The company might ask for another trillion as decommissioning costs. TEPCO finally agreed to shut down reactors 5 and 6 which are nearing the end of their 40 year lifetime in any case [4].
This would enable the company to concentrate workers and other resources to cope with decommissioning reactors 1 to 4,
a process expected to take 40 years.No easy homecoming for evacueesApproximately 160,000 people were forced to evacuate in the first days of the crisis, and tens of thousands remain displaced [3]. The National Institute of Advanced Industrial Science and Technology estimated total decontamination costs at $50 billion.
Municipal officials are concerned that residents will not return,
as decontamination efforts have not been successful,
and fear of radiation remains high.[You must be registered and logged in to see this link.][You must be registered and logged in to see this image.] Many former residents are worried that conditions at the Fukushima plant are still unstable.

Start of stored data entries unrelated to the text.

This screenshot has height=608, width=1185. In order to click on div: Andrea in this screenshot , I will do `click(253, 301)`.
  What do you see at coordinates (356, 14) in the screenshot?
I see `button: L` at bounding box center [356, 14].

Although the government lifts evacuation orders once radiation levels fall below
20 mSv per year, the International Commission on Radiological Protection recommends exposure no more than
1 mSv per year.
"Many residents no longer believe official radiation estimates released by the Japanese government, which are often lower than readings gathered by citizens and independent organizations using hand-held Geiger counters," Nobuyoshi Ito, a farmer from Iitate, told Reuters,
“They remove the ground under the posts, pour some clean sand, lay down concrete, plus a metal plate, and then put the monitoring post on top. In effect, this shields the radiation [emitting] from the ground."I asked the mayor,
‘why don’t you protest to the central government?’"But the municipality isn’t doing anything to fix the situation.”For more information on the real extent of the Fukushima disaster and how to cope with radioactive contamination see [5]
[You must be registered and logged in to see this link.], SiS 55.
References
1. “The crisis at Fukushima’s Unit 4 demands a global take-over” Harvey Wasserman, Common Dreams, 20 September 2013,
[You must be registered and logged in to see this link.]2. “Fukushima nuclear crisis update for September 17 to September 19, 2013, Christine McCann, 20 September 2013, Greenpeace International,
[You must be registered and logged in to see this link.]3. “Record radiation readings near contaminated water tanks”, Aaron Sheldrick and Mari Saito, Reuters, 4 September 2013,
[You must be registered and logged in to see this link.]4. “Fukushima nuclear crisis update for September 20th to September 23rd, 2013, Christine McCann, 23 September 2013, Greenpeace International,
[You must be registered and logged in to see this link.]5. Ho MW, Greaves S and Saunders PT. Death Camp Fukushima Chernobyl, ISIS special report, 2012, also
[You must be registered and logged in to see this link.], 11-42, 2012.